Sucheta's key move is finding evidence linking Harshad to the Damayanti group through his wife's family. That matters because it attacks his favorite defense. He wants distance from the dirtier parts of the operation. The evidence removes that distance. The line about the outlaw starting a company in the name of his in-laws is exactly the kind of detail this series uses well. It is not grand, but it is fatal. Scams survive on paperwork that looks boring until it does not. Sucheta's role remains consistent. She wants the truth and protects her source, but she also pressures Harshad and refuses to become a platform for his self-mythology. The rejection of his column is a small, telling act. He wants to write himself back into legitimacy. She denies him the page.

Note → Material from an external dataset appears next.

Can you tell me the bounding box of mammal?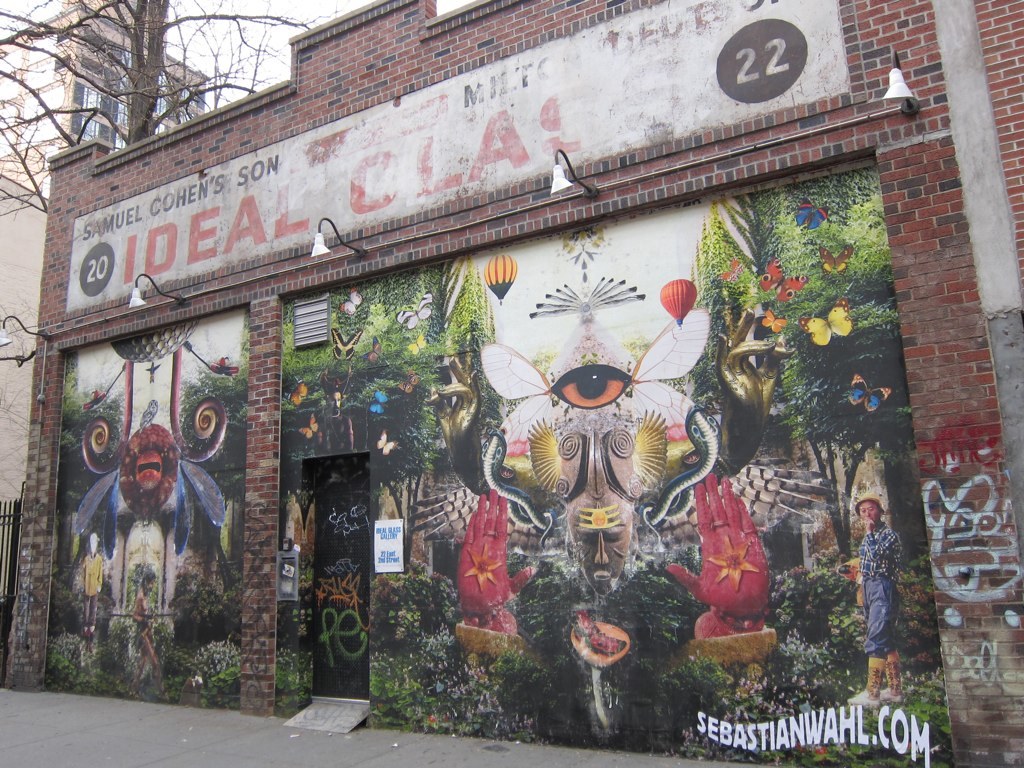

Then comes Bhushan, and this is the episode's cleanest betrayal. His confession that he sold the missing shares worth 300 crores without Harshad's knowledge lands like an internal detonation. "I sold those shares," Bhushan says, and the line works because the show has seeded his resentment in the background. He wants recognition and a fair partnership. Instead of demanding it openly, he sabotages the structure from within.

What makes this beat work is that it does not absolve Harshad. It exposes the kind of empire he built. A machine held together by ambition and secrecy cannot produce loyalty on command. Everyone in Harshad's orbit learned from him. Everyone learned the same lesson. Take the opening. Hide the method. Call it survival. The scam eats its own language by the end.

The last argument the episode believes

The closing movement returns to Harshad's biggest claim. This was not one man's scam. Taken on its own, the line could feel like pure self-preservation. In Episode 10, it lands as something more uncomfortable. The show has spent enough time on contradictions, hidden channels, leaks, and compromised institutions that Harshad's final statement does not sound false. It sounds incomplete.

That incompleteness is the point. The hour never gives him the clean martyrdom he wants. It also refuses the comfort of saying everything began and ended with him. That balance is why the episode works better as analysis than as climax. It is less interested in catharsis than in clarifying the shape of the damage. The final song, set against such a grim turn, pushes the same idea. Scams do not end with one exposure. They mutate, return, and find new language and new faces.

There is one rough edge here. The interview-heavy design can feel slightly repetitive because so much of the drama is built from versions of the same confrontation. Harshad is questioned, pressed, cornered, and forced to explain. Then again. But the repetition is doing something. Each setting peels a different layer. Public image. Family blame. Legal pressure. Media scrutiny. By the end, the man at the center looks smaller every time the frame returns to him.

The whole season has watched Harshad build himself through confidence, volume, and appetite. This hour shows the invoice. The loudest man in the room is finally trapped by his own paperwork.

The Verdict

Episode 10 is a very good closing-hour strike because it understands what kind of ending this story needs. Exposure. Harshad Mehta gets his last chance to rewrite himself as whistleblower, victim, and product of a rotten system, and the episode keeps slicing that performance with contradiction, evidence, and betrayal. Sucheta Dalal stays crucial because she refuses romance where facts are enough. Bhushan gives the hour its nastiest twist from within the camp. The long silence after the death accusation is the episode's best directorial choice. It says more than any speech.

As a standalone hour, it is slightly less electric than the series at full market-floor swagger, but sturdier where it counts. It earns its place by narrowing the scandal down to character and widening the blame back to the system.